Private Equity and Venture Capital  ·  Chapter 22 of 38
Chapter 22

Preferred Stock and Liquidation Preferences

Modeling who gets paid what across exit prices

1x
modern default preference multiple
Non-participating
modern default structure
$0–$200M+
typical exit-price range over which structure matters

Liquidation preferences quietly determine who actually gets paid in a sale. Two cap tables that look identical in ownership percentages can produce wildly different founder outcomes at exit because the preferred stack is different. Modelling waterfalls is a non-optional skill.

Non-participating preferred

Holder gets either their preference back or their as-converted pro-rata share, whichever is greater. At low exit prices, the holder takes the preference. At high exit prices, the holder converts and takes the pro-rata share. There is a single break-even price above which conversion is preferred.

Example: $20M Series A at 25% post-money ownership ($80M post). At $40M exit, holder takes $20M (preference); at $200M exit, holder converts and takes $50M (25% pro-rata). The break-even is $80M — below it the preference dominates, above it the equity dominates.

Participating preferred

Holder takes their preference and their pro-rata share of remaining proceeds. At every exit price, the participating holder receives more than a non-participating holder would. The cost falls on common (founders and employees).

Modern markets typically resist full participating preferred outside specific situations (down-round bridges, distressed financings); capped participating — participation up to a 2x or 3x multiple, then converts to non-participating — is sometimes seen.

Stacked preferences across multiple rounds

After a Series A, B, C, D, the cap table has a stack of preferences. Pari passu: all preferences rank equally. Senior: the latest series ranks ahead of earlier ones (common in distressed bridges). The stack determines waterfall payment order at any exit price.

How to model it

A waterfall model: at each exit price, walk through the preference stack from senior to junior, paying each preference; then split the remainder between participating preferred (if any) and converting / common. Build a chart from $0 to $1B exit price showing the payout to each share class. The chart immediately reveals where founder economics are real and where the structure has hollowed them out.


Exercise description: Look through the material beneath and copy each line with the word "into".
* * *
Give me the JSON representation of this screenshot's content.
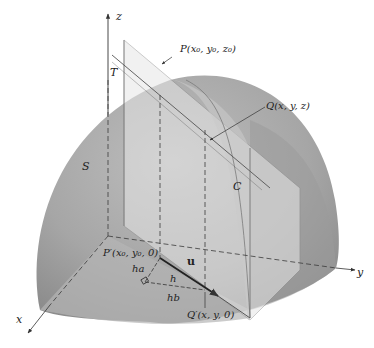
{
  "figure": {
    "axes": {
      "x_label": "x",
      "y_label": "y",
      "z_label": "z"
    },
    "labels": {
      "surface": "S",
      "plane": "T",
      "curve": "C",
      "point_P": "P(x₀, y₀, z₀)",
      "point_Q": "Q(x, y, z)",
      "point_P_prime": "P′(x₀, y₀, 0)",
      "point_Q_prime": "Q′(x, y, 0)",
      "vector_u": "u",
      "segment_h": "h",
      "segment_ha": "ha",
      "segment_hb": "hb"
    },
    "colors": {
      "surface_dark": "#8e8e8e",
      "surface_light": "#c4c4c4",
      "plane_fill": "#e2e2e2",
      "axis_line": "#333333",
      "dashed_line": "#3a3a3a",
      "background": "#ffffff"
    }
  }
}
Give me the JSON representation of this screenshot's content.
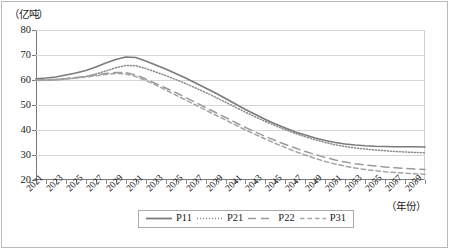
{
  "chart_data": {
    "type": "line",
    "title": "",
    "xlabel": "（年份）",
    "ylabel": "（亿吨）",
    "ylim": [
      20,
      80
    ],
    "y_ticks": [
      20,
      30,
      40,
      50,
      60,
      70,
      80
    ],
    "xlim": [
      2021,
      2060
    ],
    "grid": true,
    "legend_position": "bottom",
    "x": [
      2021,
      2022,
      2023,
      2024,
      2025,
      2026,
      2027,
      2028,
      2029,
      2030,
      2031,
      2032,
      2033,
      2034,
      2035,
      2036,
      2037,
      2038,
      2039,
      2040,
      2041,
      2042,
      2043,
      2044,
      2045,
      2046,
      2047,
      2048,
      2049,
      2050,
      2051,
      2052,
      2053,
      2054,
      2055,
      2056,
      2057,
      2058,
      2059,
      2060
    ],
    "x_tick_labels": [
      "2021",
      "2023",
      "2025",
      "2027",
      "2029",
      "2031",
      "2033",
      "2035",
      "2037",
      "2039",
      "2041",
      "2043",
      "2045",
      "2047",
      "2049",
      "2051",
      "2053",
      "2055",
      "2057",
      "2059"
    ],
    "series": [
      {
        "name": "P11",
        "style": "solid",
        "color": "#7b7b7b",
        "values": [
          60.5,
          60.8,
          61.2,
          62.0,
          62.8,
          63.8,
          65.2,
          66.8,
          68.2,
          69.2,
          69.0,
          67.6,
          66.0,
          64.4,
          62.6,
          60.8,
          58.8,
          56.8,
          54.8,
          52.6,
          50.4,
          48.2,
          46.2,
          44.2,
          42.4,
          40.8,
          39.2,
          38.0,
          36.8,
          35.8,
          35.0,
          34.4,
          34.0,
          33.7,
          33.5,
          33.4,
          33.3,
          33.3,
          33.3,
          33.2
        ]
      },
      {
        "name": "P21",
        "style": "dotted",
        "color": "#8a8a8a",
        "values": [
          59.8,
          59.9,
          60.0,
          60.4,
          60.8,
          61.4,
          62.4,
          63.6,
          64.9,
          65.8,
          65.7,
          64.6,
          63.2,
          61.8,
          60.2,
          58.6,
          56.8,
          55.0,
          53.1,
          51.1,
          49.1,
          47.1,
          45.2,
          43.4,
          41.7,
          40.1,
          38.6,
          37.3,
          36.1,
          35.0,
          34.1,
          33.4,
          32.8,
          32.4,
          32.0,
          31.7,
          31.4,
          31.2,
          31.0,
          30.9
        ]
      },
      {
        "name": "P22",
        "style": "dashed-long",
        "color": "#9a9a9a",
        "values": [
          60.0,
          60.1,
          60.3,
          60.6,
          61.0,
          61.4,
          62.0,
          62.6,
          63.0,
          63.0,
          62.0,
          60.4,
          58.6,
          56.8,
          55.0,
          53.0,
          51.0,
          49.0,
          47.0,
          45.0,
          43.0,
          41.0,
          39.2,
          37.4,
          35.8,
          34.2,
          32.8,
          31.4,
          30.2,
          29.0,
          28.0,
          27.2,
          26.5,
          26.0,
          25.6,
          25.2,
          24.9,
          24.6,
          24.4,
          24.2
        ]
      },
      {
        "name": "P31",
        "style": "dashed-short",
        "color": "#a5a5a5",
        "values": [
          59.9,
          60.0,
          60.2,
          60.5,
          60.8,
          61.2,
          61.7,
          62.2,
          62.6,
          62.4,
          61.4,
          59.8,
          58.0,
          56.0,
          54.0,
          52.0,
          50.0,
          48.0,
          46.0,
          44.0,
          42.0,
          40.0,
          38.2,
          36.4,
          34.6,
          33.0,
          31.4,
          30.0,
          28.6,
          27.4,
          26.4,
          25.5,
          24.8,
          24.2,
          23.7,
          23.3,
          23.0,
          22.7,
          22.5,
          22.3
        ]
      }
    ]
  }
}
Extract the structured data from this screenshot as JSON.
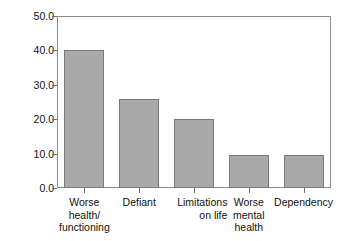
{
  "chart_data": {
    "type": "bar",
    "title": "",
    "xlabel": "",
    "ylabel": "Per cent",
    "categories": [
      "Worse health/ functioning",
      "Defiant",
      "Limitations on life",
      "Worse mental health",
      "Dependency"
    ],
    "category_lines": [
      [
        "Worse",
        "health/",
        "functioning"
      ],
      [
        "Defiant"
      ],
      [
        "Limitations",
        "on life"
      ],
      [
        "Worse",
        "mental",
        "health"
      ],
      [
        "Dependency"
      ]
    ],
    "values": [
      40.0,
      26.0,
      20.0,
      9.5,
      9.5
    ],
    "ylim": [
      0.0,
      50.0
    ],
    "ytick_labels": [
      "0.0",
      "10.0",
      "20.0",
      "30.0",
      "40.0",
      "50.0"
    ],
    "ytick_values": [
      0.0,
      10.0,
      20.0,
      30.0,
      40.0,
      50.0
    ],
    "grid": false,
    "legend": false,
    "legend_position": "none",
    "bar_fill_color": "#a9a9a9",
    "bar_edge_color": "#7a7a7a",
    "frame_color": "#8c8c8c",
    "background_color": "#ffffff",
    "text_color": "#111111"
  }
}
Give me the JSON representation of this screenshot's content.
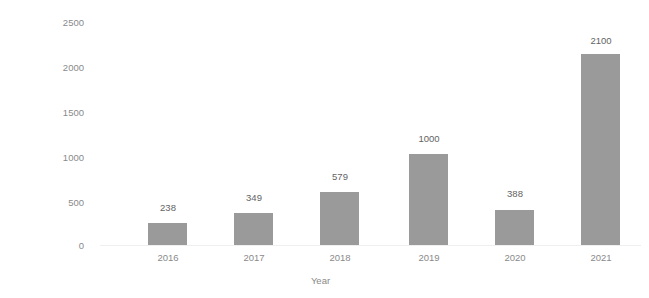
{
  "chart_data": {
    "type": "bar",
    "title": "",
    "categories": [
      "2016",
      "2017",
      "2018",
      "2019",
      "2020",
      "2021"
    ],
    "values": [
      238,
      349,
      579,
      1000,
      388,
      2100
    ],
    "data_labels": [
      "238",
      "349",
      "579",
      "1000",
      "388",
      "2100"
    ],
    "xlabel": "Year",
    "ylabel": "Funding (in million $)",
    "ylim": [
      0,
      2500
    ],
    "ytick_labels": [
      "2500",
      "2000",
      "1500",
      "1000",
      "500",
      "0"
    ],
    "ytick_values": [
      2500,
      2000,
      1500,
      1000,
      500,
      0
    ],
    "grid": false,
    "legend": false,
    "bar_color": "#9a9a9a",
    "tick_label_color": "#8a8a8a",
    "data_label_color": "#636363",
    "axis_title_color": "#3d3d3d",
    "baseline_color": "#f0eeee",
    "background_color": "#ffffff"
  }
}
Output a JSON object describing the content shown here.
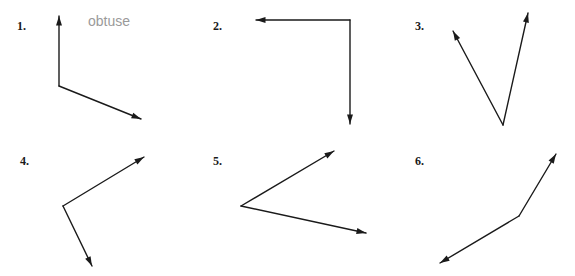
{
  "page": {
    "background_color": "#ffffff",
    "stroke_color": "#1a1a1a",
    "answer_text_color": "#9a9a9a",
    "width": 575,
    "height": 276,
    "columns": 3,
    "rows": 2
  },
  "problems": [
    {
      "number": "1.",
      "answer": "obtuse",
      "answer_filled": true,
      "angle_type": "obtuse",
      "panel_origin": [
        0,
        0
      ],
      "number_position": [
        17,
        20
      ],
      "answer_position": [
        88,
        14
      ],
      "vertex": [
        59,
        86
      ],
      "rays": [
        {
          "name": "ray-up",
          "tip": [
            59,
            16
          ],
          "arrow": true
        },
        {
          "name": "ray-lower-right",
          "tip": [
            141,
            119
          ],
          "arrow": true
        }
      ]
    },
    {
      "number": "2.",
      "answer": "",
      "answer_filled": false,
      "angle_type": "right",
      "panel_origin": [
        0,
        0
      ],
      "number_position": [
        213,
        20
      ],
      "answer_position": [
        284,
        14
      ],
      "vertex": [
        350,
        20
      ],
      "rays": [
        {
          "name": "ray-left",
          "tip": [
            256,
            20
          ],
          "arrow": true
        },
        {
          "name": "ray-down",
          "tip": [
            350,
            124
          ],
          "arrow": true
        }
      ]
    },
    {
      "number": "3.",
      "answer": "",
      "answer_filled": false,
      "angle_type": "acute",
      "panel_origin": [
        0,
        0
      ],
      "number_position": [
        415,
        20
      ],
      "answer_position": [
        486,
        14
      ],
      "vertex": [
        503,
        125
      ],
      "rays": [
        {
          "name": "ray-upper-left",
          "tip": [
            453,
            31
          ],
          "arrow": true
        },
        {
          "name": "ray-upper-right",
          "tip": [
            528,
            13
          ],
          "arrow": true
        }
      ]
    },
    {
      "number": "4.",
      "answer": "",
      "answer_filled": false,
      "angle_type": "right",
      "panel_origin": [
        0,
        138
      ],
      "number_position": [
        20,
        155
      ],
      "answer_position": [
        91,
        149
      ],
      "vertex": [
        63,
        206
      ],
      "rays": [
        {
          "name": "ray-upper-right",
          "tip": [
            144,
            157
          ],
          "arrow": true
        },
        {
          "name": "ray-lower-right",
          "tip": [
            92,
            266
          ],
          "arrow": true
        }
      ]
    },
    {
      "number": "5.",
      "answer": "",
      "answer_filled": false,
      "angle_type": "acute",
      "panel_origin": [
        0,
        138
      ],
      "number_position": [
        213,
        155
      ],
      "answer_position": [
        284,
        149
      ],
      "vertex": [
        241,
        206
      ],
      "rays": [
        {
          "name": "ray-upper-right",
          "tip": [
            334,
            151
          ],
          "arrow": true
        },
        {
          "name": "ray-lower-right",
          "tip": [
            366,
            233
          ],
          "arrow": true
        }
      ]
    },
    {
      "number": "6.",
      "answer": "",
      "answer_filled": false,
      "angle_type": "obtuse",
      "panel_origin": [
        0,
        138
      ],
      "number_position": [
        415,
        155
      ],
      "answer_position": [
        486,
        149
      ],
      "vertex": [
        519,
        216
      ],
      "rays": [
        {
          "name": "ray-upper-right",
          "tip": [
            556,
            154
          ],
          "arrow": true
        },
        {
          "name": "ray-lower-left",
          "tip": [
            440,
            263
          ],
          "arrow": true
        }
      ]
    }
  ]
}
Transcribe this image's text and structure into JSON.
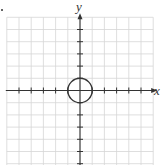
{
  "chart_data": {
    "type": "line",
    "title": "",
    "xlabel": "x",
    "ylabel": "y",
    "xlim": [
      -6,
      6
    ],
    "ylim": [
      -6,
      6
    ],
    "grid": true,
    "ticks_labeled": false,
    "tick_step": 1,
    "series": [
      {
        "name": "circle",
        "equation": "x^2 + y^2 = 1",
        "center": [
          0,
          0
        ],
        "radius": 1
      }
    ]
  },
  "colors": {
    "grid": "#d6d6d6",
    "axis": "#333333",
    "curve": "#333333"
  }
}
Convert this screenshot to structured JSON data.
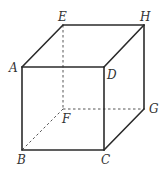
{
  "figure": {
    "type": "cube",
    "vertices": {
      "A": {
        "label": "A",
        "x": 22,
        "y": 67
      },
      "B": {
        "label": "B",
        "x": 22,
        "y": 150
      },
      "C": {
        "label": "C",
        "x": 104,
        "y": 150
      },
      "D": {
        "label": "D",
        "x": 104,
        "y": 67
      },
      "E": {
        "label": "E",
        "x": 63,
        "y": 25
      },
      "F": {
        "label": "F",
        "x": 63,
        "y": 109
      },
      "G": {
        "label": "G",
        "x": 144,
        "y": 109
      },
      "H": {
        "label": "H",
        "x": 144,
        "y": 25
      }
    },
    "visible_edges": [
      "AB",
      "BC",
      "CD",
      "DA",
      "AE",
      "EH",
      "HD",
      "HG",
      "GC"
    ],
    "hidden_edges": [
      "EF",
      "FB",
      "FG"
    ],
    "colors": {
      "edge": "#2b2b2b",
      "hidden_edge": "#555555",
      "label": "#333333"
    }
  }
}
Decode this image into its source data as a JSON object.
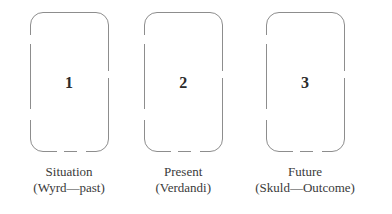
{
  "diagram": {
    "stroke_color": "#8d8d8d",
    "text_color": "#3a3a3a",
    "number_color": "#2b2b2b",
    "background_color": "#ffffff",
    "positions": [
      {
        "number": "1",
        "caption_primary": "Situation",
        "caption_secondary": "(Wyrd—past)"
      },
      {
        "number": "2",
        "caption_primary": "Present",
        "caption_secondary": "(Verdandi)"
      },
      {
        "number": "3",
        "caption_primary": "Future",
        "caption_secondary": "(Skuld—Outcome)"
      }
    ]
  }
}
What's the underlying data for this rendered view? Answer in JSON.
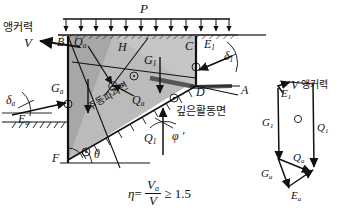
{
  "figure": {
    "type": "geotechnical-stability-diagram",
    "title_korean_terms": [
      "앵커력",
      "주동파괴면",
      "깊은활동면"
    ]
  },
  "colors": {
    "soil_wedge_light": "#c9c9c9",
    "soil_wedge_dark": "#9f9f9f",
    "ground_line": "#1a1a1a",
    "line": "#111111",
    "anchor_bar": "#6e6e6e",
    "background": "#ffffff"
  },
  "loads": {
    "surcharge_label": "P",
    "arrow_count": 12
  },
  "anchor": {
    "korean_label": "앵커력",
    "force_label": "V"
  },
  "points": {
    "B": "B",
    "C": "C",
    "D": "D",
    "A": "A",
    "F": "F",
    "H": "H"
  },
  "forces": {
    "Qa": "Q",
    "Qa_sub": "a",
    "Q1": "Q",
    "Q1_sub": "1",
    "Ga": "G",
    "Ga_sub": "a",
    "G1": "G",
    "G1_sub": "1",
    "Ea": "E",
    "Ea_sub": "a",
    "E1": "E",
    "E1_sub": "1"
  },
  "angles": {
    "delta_a": "δ",
    "delta_a_sub": "a",
    "delta_1": "δ",
    "delta_1_sub": "1",
    "theta": "θ",
    "phi_prime": "φ ′"
  },
  "surfaces": {
    "active_failure_plane": "주동파괴면",
    "deep_slip_surface": "깊은활동면"
  },
  "equation": {
    "eta": "η",
    "equals": "=",
    "numerator": "V",
    "numerator_sub": "a",
    "denominator": "V",
    "relation": "≥",
    "value": "1.5"
  },
  "polygon": {
    "caption_force": "V",
    "caption_korean": "앵커력",
    "vectors": [
      "E1",
      "G1",
      "Q1",
      "Ga",
      "Qa",
      "Ea"
    ]
  }
}
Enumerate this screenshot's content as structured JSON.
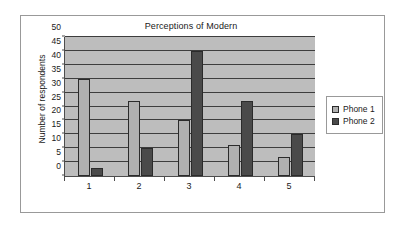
{
  "chart_data": {
    "type": "bar",
    "title": "Perceptions of Modern",
    "xlabel": "",
    "ylabel": "Number of respondents",
    "categories": [
      "1",
      "2",
      "3",
      "4",
      "5"
    ],
    "series": [
      {
        "name": "Phone 1",
        "color": "#b0b0b0",
        "values": [
          35,
          27,
          20,
          11,
          7
        ]
      },
      {
        "name": "Phone 2",
        "color": "#4a4a4a",
        "values": [
          3,
          10,
          45,
          27,
          15
        ]
      }
    ],
    "ylim": [
      0,
      50
    ],
    "ytick_step": 5,
    "yticks": [
      0,
      5,
      10,
      15,
      20,
      25,
      30,
      35,
      40,
      45,
      50
    ],
    "ytick_labels": [
      "0",
      "5",
      "10",
      "15",
      "20",
      "25",
      "30",
      "35",
      "40",
      "45",
      "50"
    ],
    "grid": true,
    "grid_axis": "y",
    "legend_position": "right",
    "plot_background": "#bdbdbd",
    "figure_background": "#ffffff",
    "axis_color": "#4d4d4d",
    "border_color": "#999999"
  }
}
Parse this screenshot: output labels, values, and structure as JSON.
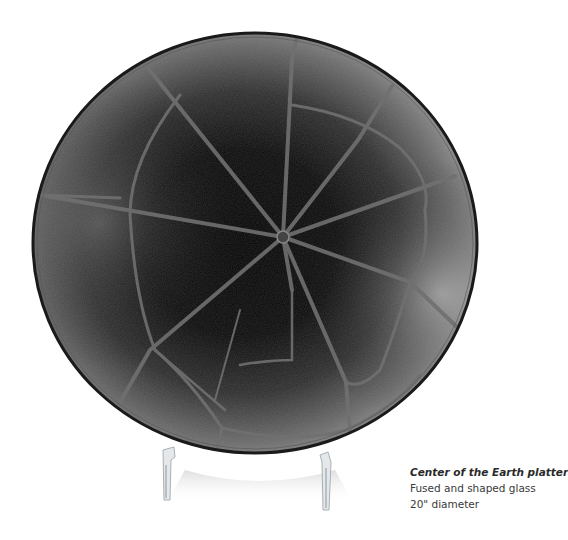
{
  "artwork": {
    "subject": "fused glass platter on acrylic stand",
    "colors": {
      "background": "#ffffff",
      "glass_dark": "#0b0b0b",
      "glass_mid": "#3c3c3c",
      "glass_light": "#9a9a9a",
      "seam": "#6e6e6e",
      "rim": "#1a1a1a",
      "stand": "#d8dde0"
    }
  },
  "caption": {
    "title": "Center of the Earth platter",
    "material": "Fused and shaped glass",
    "size": "20\" diameter"
  }
}
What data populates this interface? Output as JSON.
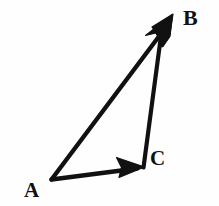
{
  "figure": {
    "kind": "vector-triangle-diagram",
    "background_color": "#fefefe",
    "stroke_color": "#111111",
    "stroke_width_px": 4,
    "width_px": 219,
    "height_px": 206
  },
  "vertices": [
    {
      "name": "A",
      "label": "A",
      "x": 51,
      "y": 179,
      "label_x": 31,
      "label_y": 190
    },
    {
      "name": "B",
      "label": "B",
      "x": 172,
      "y": 16,
      "label_x": 191,
      "label_y": 18
    },
    {
      "name": "C",
      "label": "C",
      "x": 143,
      "y": 167,
      "label_x": 157,
      "label_y": 159
    }
  ],
  "vectors": [
    {
      "name": "AB",
      "label": "",
      "from": "A",
      "to": "B",
      "arrowhead": "at-tip",
      "x1": 51,
      "y1": 179,
      "x2": 166,
      "y2": 26
    },
    {
      "name": "AC",
      "label": "",
      "from": "A",
      "to": "C",
      "arrowhead": "at-tip",
      "x1": 51,
      "y1": 179,
      "x2": 136,
      "y2": 168
    },
    {
      "name": "CB",
      "label": "",
      "from": "C",
      "to": "B",
      "arrowhead": "at-tip",
      "x1": 143,
      "y1": 167,
      "x2": 161,
      "y2": 30
    }
  ]
}
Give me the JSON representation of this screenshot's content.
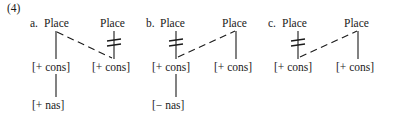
{
  "figure": {
    "example_number": "(4)",
    "background_color": "#ffffff",
    "line_color": "#1a1a1a",
    "items": [
      {
        "letter": "a.",
        "left_tier": {
          "root_label": "Place",
          "feature_label": "[+ cons]",
          "terminal_label": "[+ nas]",
          "association_struck_out": false
        },
        "right_tier": {
          "root_label": "Place",
          "feature_label": "[+ cons]",
          "terminal_label": "",
          "association_struck_out": true
        },
        "spreading_line": {
          "style": "dashed",
          "from": "left-root",
          "to": "right-feature",
          "direction": "down-right"
        }
      },
      {
        "letter": "b.",
        "left_tier": {
          "root_label": "Place",
          "feature_label": "[+ cons]",
          "terminal_label": "[− nas]",
          "association_struck_out": true
        },
        "right_tier": {
          "root_label": "Place",
          "feature_label": "[+ cons]",
          "terminal_label": "",
          "association_struck_out": false
        },
        "spreading_line": {
          "style": "dashed",
          "from": "left-feature",
          "to": "right-root",
          "direction": "up-right"
        }
      },
      {
        "letter": "c.",
        "left_tier": {
          "root_label": "Place",
          "feature_label": "[+ cons]",
          "terminal_label": "",
          "association_struck_out": true
        },
        "right_tier": {
          "root_label": "Place",
          "feature_label": "[+ cons]",
          "terminal_label": "",
          "association_struck_out": false
        },
        "spreading_line": {
          "style": "dashed",
          "from": "left-feature",
          "to": "right-root",
          "direction": "up-right"
        }
      }
    ]
  }
}
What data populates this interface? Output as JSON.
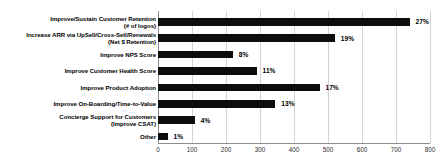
* * *
Solved problem:
Transcribe this image's text and structure into JSON.
Decode this image into its source data as a JSON object.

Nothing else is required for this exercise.